Well what happened to all the items when demand was low, was someone deleting them? But I'm sure you'll get to it ...
Maybe I'm wrong when I think stable doesnt mean increase ...
As for whether people are deleting items, that's exactly the point. If you don't have a reasonable expectation that your items will move fast enough and/or sell for high enough, then you might be discouraged from participating in the market, which hurts everyone. Thus, flippers indirectly increase supply overall.
Quote:Why wouldn't you sell anything at the store, I mean you can also carry 10 enhancements?
I make a conscious effort to sell all my salvage because I want to participate, even if it's by taking a tiny loss on a piece of salvage listed for 1 inf. More often than not, that 1-inf listing turns into a much, much higher sale.
Happily, it's also easier to sell everything on the market. I don't have to make a side trip to the vendor. See how all of this is aimed at the casual gamer?
But I guess you wouldn't care about that, given that you can't see how 57 + 26 + 10 inventory slots > 18 market slots.
Quote:But a flipper isn't a store, they're the guy wakes up earlier then you and buys up all the corn. Yes
Quote:Well now that has nothing to do with your self evident point.... guess I couldn't grasp it. -
Quote:It's self-evident. Flippers (usually) buy things that the original sellers don't care that much about, because obviously if the seller cared more about them, then he'd have set his price higher.Do you have proof that flippers are increasing the number of listings? It seems to me they are simply buying something and raising the price, keeping the number of listings the same.
Then the flippers turn those items around for a profit when demand is higher. They're stabilizing supply against demand.

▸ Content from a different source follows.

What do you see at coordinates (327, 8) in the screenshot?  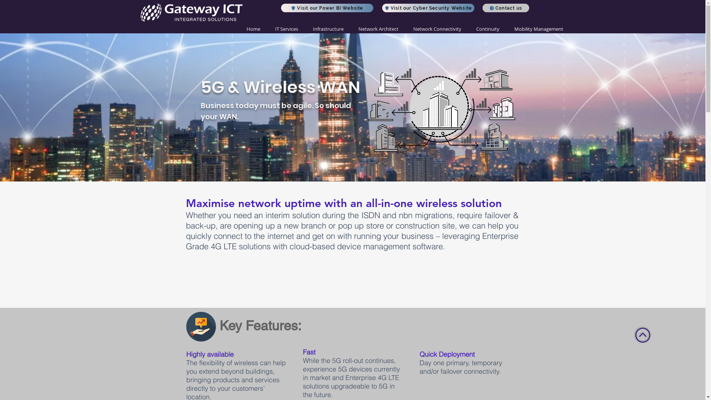 I see `Visit our Power BI Website` at bounding box center [327, 8].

If there's an over-arching downside to the actions of flippers, then it comes (ironically) from a lack of competing flippers to drive the potential profit margins down.

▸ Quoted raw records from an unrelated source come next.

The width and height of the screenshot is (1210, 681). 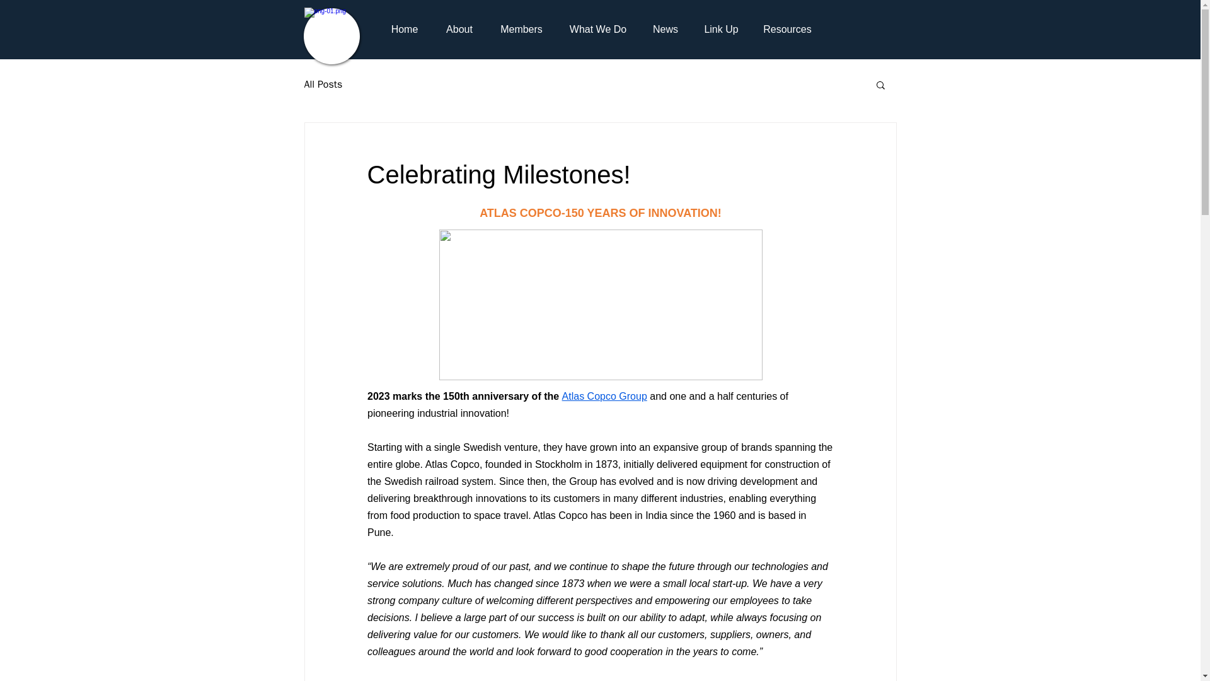 I want to click on Atlas Copco Group, so click(x=604, y=396).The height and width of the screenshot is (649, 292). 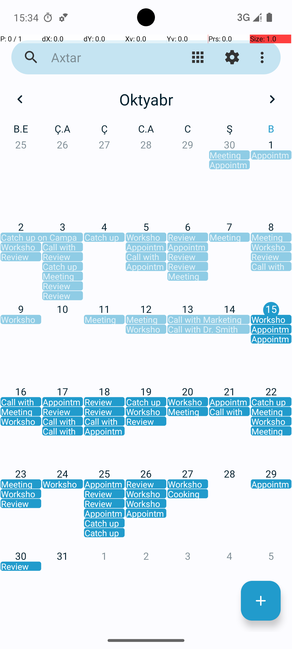 I want to click on Görünüşü dəyiş, so click(x=198, y=57).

Quote:Is there evidence that people don't have enough slots to sell everything they want to?
Is arithmetic evidence? I think so. Your mileage may vary.
This is usually the point at which anti-marketeer posters argue that you can use alts and personal bases to circumvent the built-in limits on inventory and market slots. But that argument jumps the shark, because the so-called pro-casual crowd should understand that a casual player isn't going to go to those lengths. If all you want to do is play the game normally and sell your drops, then you want to your market slots to have high turnaround.

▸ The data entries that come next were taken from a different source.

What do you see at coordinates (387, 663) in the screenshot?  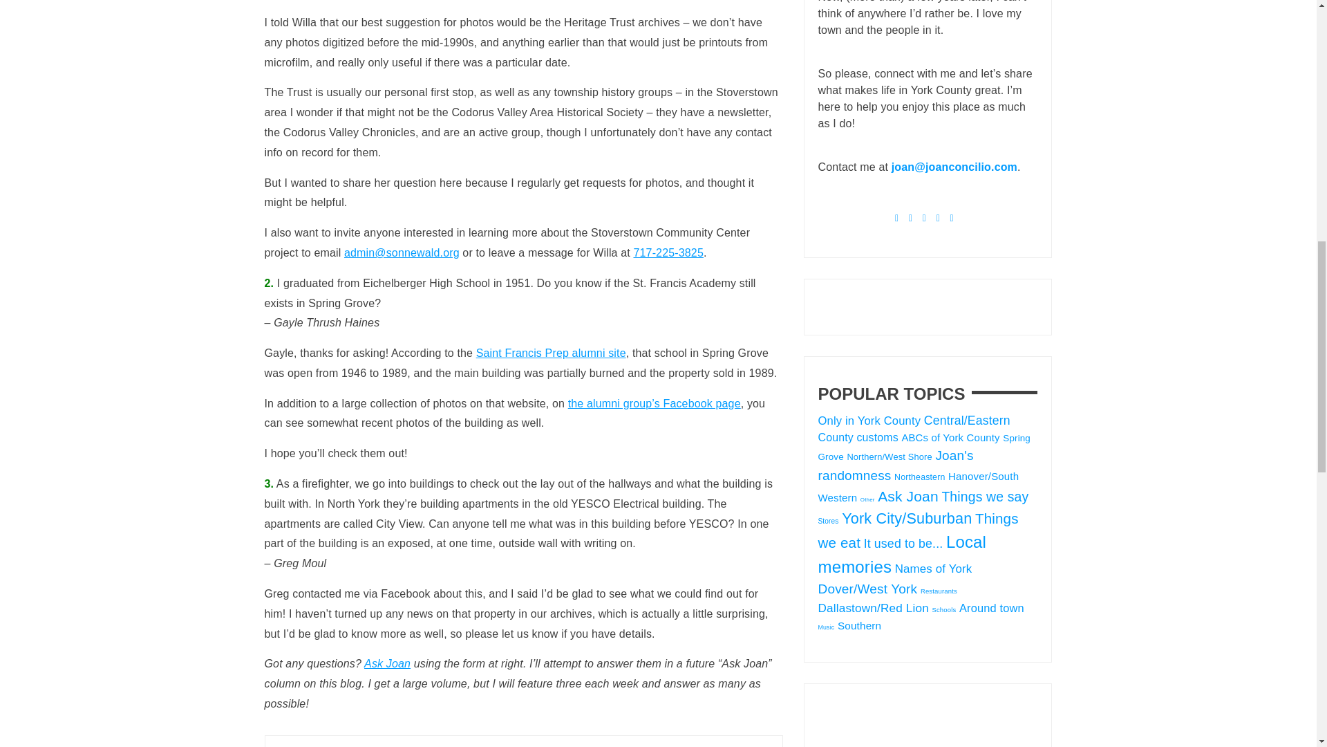 I see `Ask Joan` at bounding box center [387, 663].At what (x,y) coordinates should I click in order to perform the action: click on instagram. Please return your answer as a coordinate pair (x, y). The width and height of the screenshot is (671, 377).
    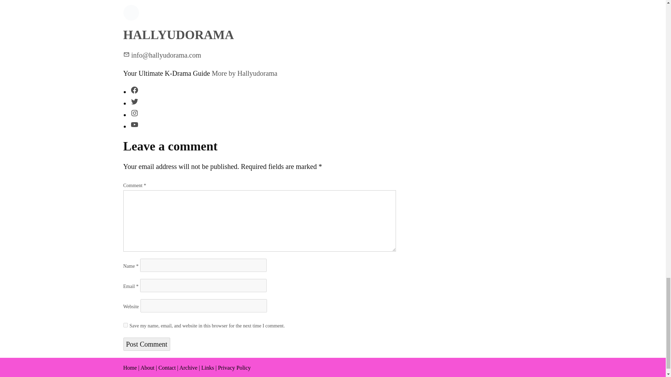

That argument is, in effect, using a loophole in the system to argue against what they consider to be another loophole (flipping). The system was clearly designed to encourage market participation through inventory/market-slot limits.
Quote:Why is selling for a more stable price of any value to the seller? Why not simply list something for what you think its worth. You're playing the passive style that Nethergoat seems to dislike. Do the work, reap the rewards,
The thing that confuses me about these arguments is that everyone seems to forget that buyers and sellers are not mutually exclusive. Anything that benefits the seller tends to benefit the buyer too. As in real life, the seller benefits from anything that makes his product move faster. The buyer benefits from having easier access to a wider variety of competing goods and services. And that goes double in CoH, where everyone has equal capacity to produce the goods. -
Quote:Yeah, like DarkGob, I haven't even seen a spam broadcast or email in a very, very long time. Then again, I almost never go to Atlas Park or use Mission Architect. For what it's worth, the Auction houses in Talos and Cap Au Diable don't seem to have any spammers.In my experience, it's mainly at Atlas. Between WW's, and now in the AE and standing the crowds during Rikti/Zombie events.
In any case, I'd say that the Paragon team has done a very good job limiting spam. There was a time when the email system was virtually useless to me because I had 60 billion spam emails filling my box every time I logged on. Now, I get none at all.